Cost Effective, Compact, Media Wrangling Tools

When it comes to managing your media on location shoots, the tool of choice is typically a laptop. However, laptops can get very expensive quickly, require big external power supplies and bags, and, for simple media management (copying files to a client’s drive) they are overkill. Today’s laptops are also powerful enough do basic grading, editing, and even media conversion and uploading while in the field. But what if you don’t need all of that capability? What if you just need to copy your camera files to an external hard drive for the client to take with them?

Continue reading “Cost Effective, Compact, Media Wrangling Tools”

vDSLRs are not smaller & lighter, nor cheaper.

When I started in the video biz, I had a 3-chip Sony M7 cabled to a separate VO8800 3/4 SP deck with 20-minute tapes and two batteries. It produced very pretty images. Today I carry a phone that shoots HD. My phone is smaller and lighter than the camcorders I started with.

But I am so very tired of vDSLR (HDSLR, EVIL, whatever) fanatics touting that one of the greatest features of the format is that they are so “run & gun” so “small & light” and yet offer so much capability. You mean like full HD output on a big screen, built in stereo audio, XLR inputs, audio metering, waveform, headphone outputs, multiple HD video outputs, on-shoulder balance, easy to toggle and adjust manual settings for focus, zoom, iris, shutter, gain and white balance while shooting? Able to shoot for hours at a time for live events? You know, those features, aside from “it looks pretty” that professionals need all the time?

Well, it turns out that the smaller & lighter vDSLRs can indeed offer many of those features, by throwing away the notion of smaller & lighter. So I wish people would stop touting it as a “you get smaller & lighter AND you get real pro camcorder features.” Continue reading “vDSLRs are not smaller & lighter, nor cheaper.”

When geeks disagree about Arri’s Alexa

picture of me.Over at the Pro Video Coalition, there are several great writers I read with enthusiasm. One of these is Art Adams whose technical geekery exceeds my own (in a good way). His recent articles on the Arri Alexa and how different ISOs affect the number of stops above middle gray has sparked what I would consider an intense debate between Art and myself in the comments of his articles because, well, I just don’t get it. Continue reading “When geeks disagree about Arri’s Alexa”

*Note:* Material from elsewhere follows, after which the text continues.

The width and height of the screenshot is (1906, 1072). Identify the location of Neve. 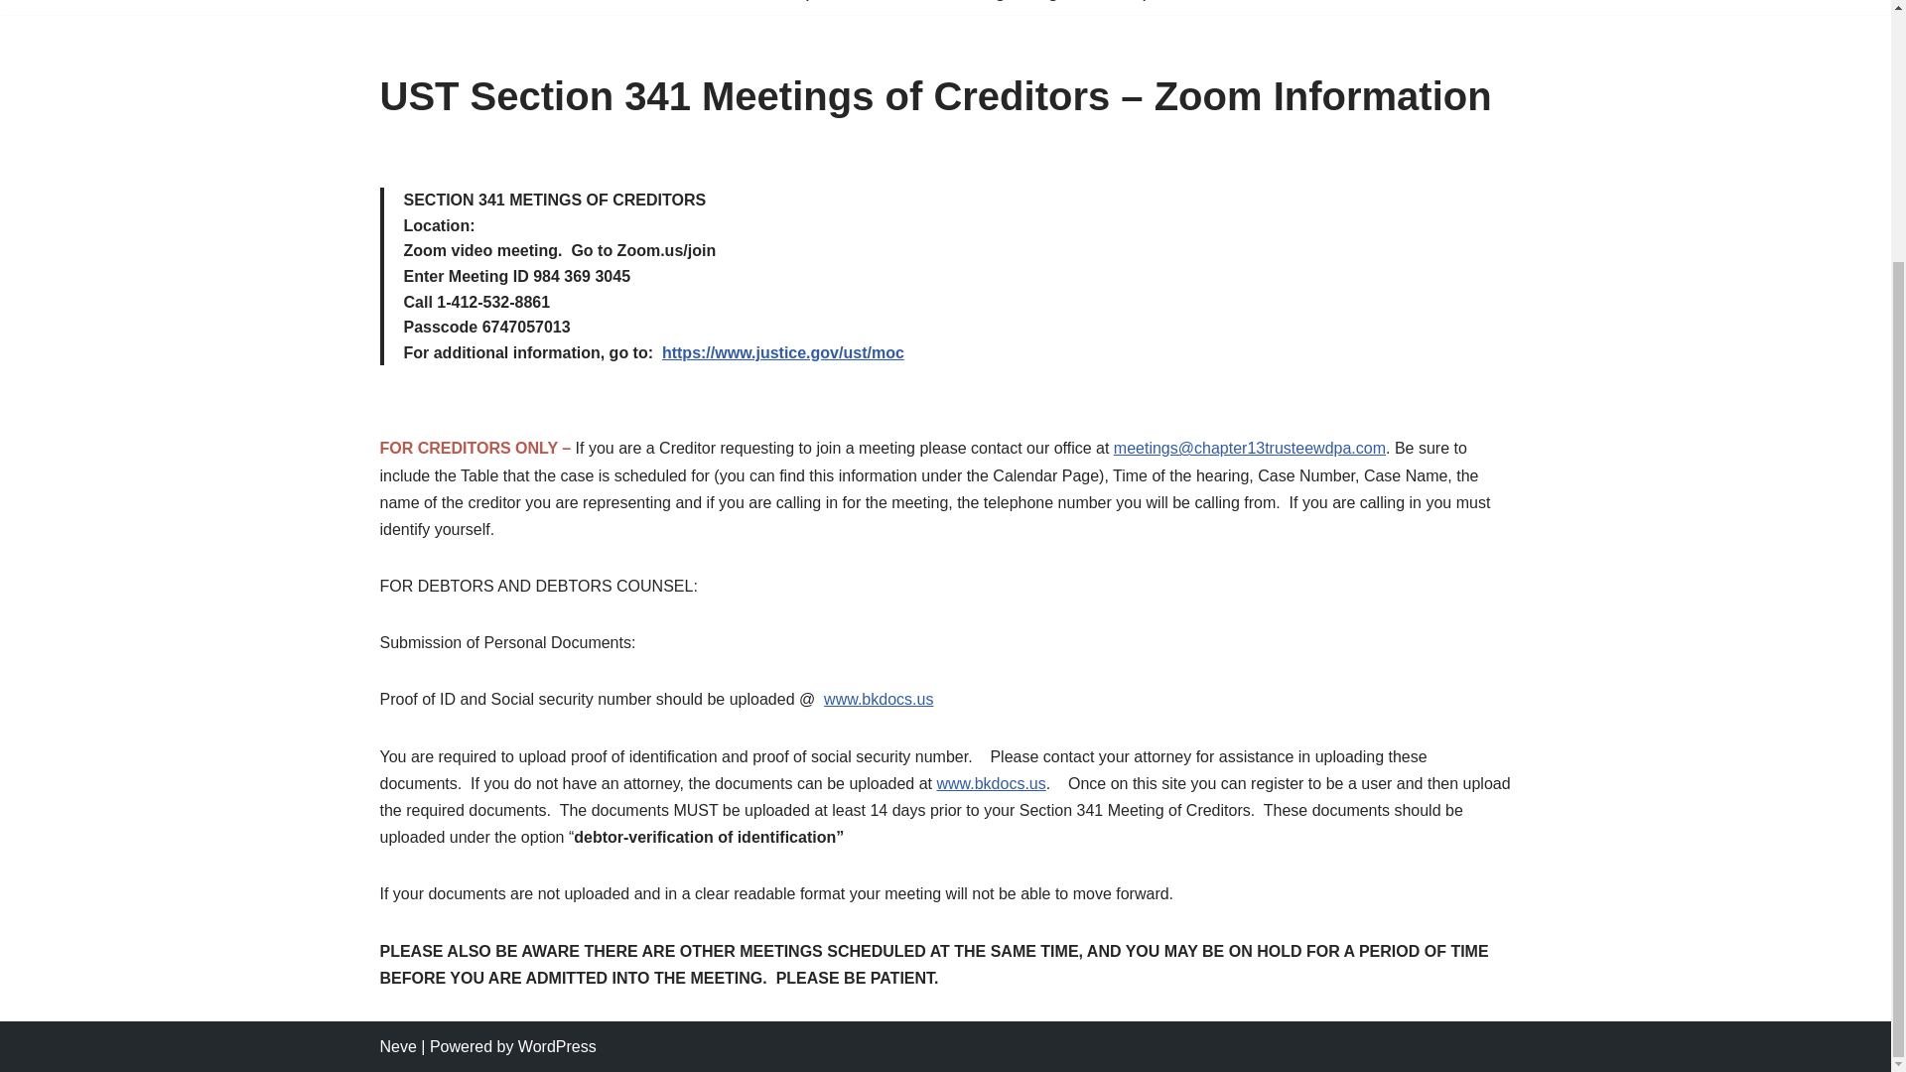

Film fights back- on cost.

variety-logo-755571.jpgIt is interesting to read about push back from studios and even producers where cost is concerned- and film is reconsidered instead of digital. 

Some of the thoughts are true, you need a digital imaging technician to do it right, you need a media wrangler, but weren’t those positions already there on film crews (DP, loader, respectively)? Using less film reduces cost, but it also reduces quality- at a time when digital is improving quality with every codec revision. 

Film may still record more latitude, but HDR still cameras are already here so HDR video can’t be far behind. Those few advantages film has are slowly being whittled away, while the advantages digital offers keep increasing. The only one Film may keep, in the end, is as an archival medium, having already demonstrated, in some cases, 100-year stability.

They took my Kodachrome away.

kodachromesm.jpgOn June 22, Eastman Kodak Company announced that it will retire Kodachrome color film this year, concluding its 74-year run.

This is quite a long time for any single product to be offered by any manufacturer. Kodak says that Kodachrome represents just a fraction of one percent of Kodak’s total sales of still-picture films. That’s pretty darn small and the fact that they’ve held on to it for this long really is a testament to Kodak’s endurance. Continue reading “They took my Kodachrome away.”

Ditch mm. Time for AoV.

angles-01.jpgThese days, with so many digital cameras sporting different sensor sizes and different lenses to zoom from here to there, the “mm” reference for that camera means zilch to the end user. Because of this, marketing departments have taken to converting most zoom measurements to 35mm equivalents, even though, aside for those few full-frame DSLRs, there is little true 35mm acquisition taking place any more- especially in the consumer realm.

B&H Photo Video posted a nice article comparing numerous sensor sizes and lens zoom measurements and put all that against an Angle of View (AoV) measurement which makes a lot of sense out of such disparate dumbers. Anyone can spread their arms out in a 90° Angle of View. This is the same for a sub-compact as it is for a DSLR- no matter the individual camera lens measurement in milimeters. A 20x lens is still a 20x lens. Its time we start thinking in new photography terms. Time to ditch the mm and move on to AoV so its easier to explain, and use any sensor and lens in real life.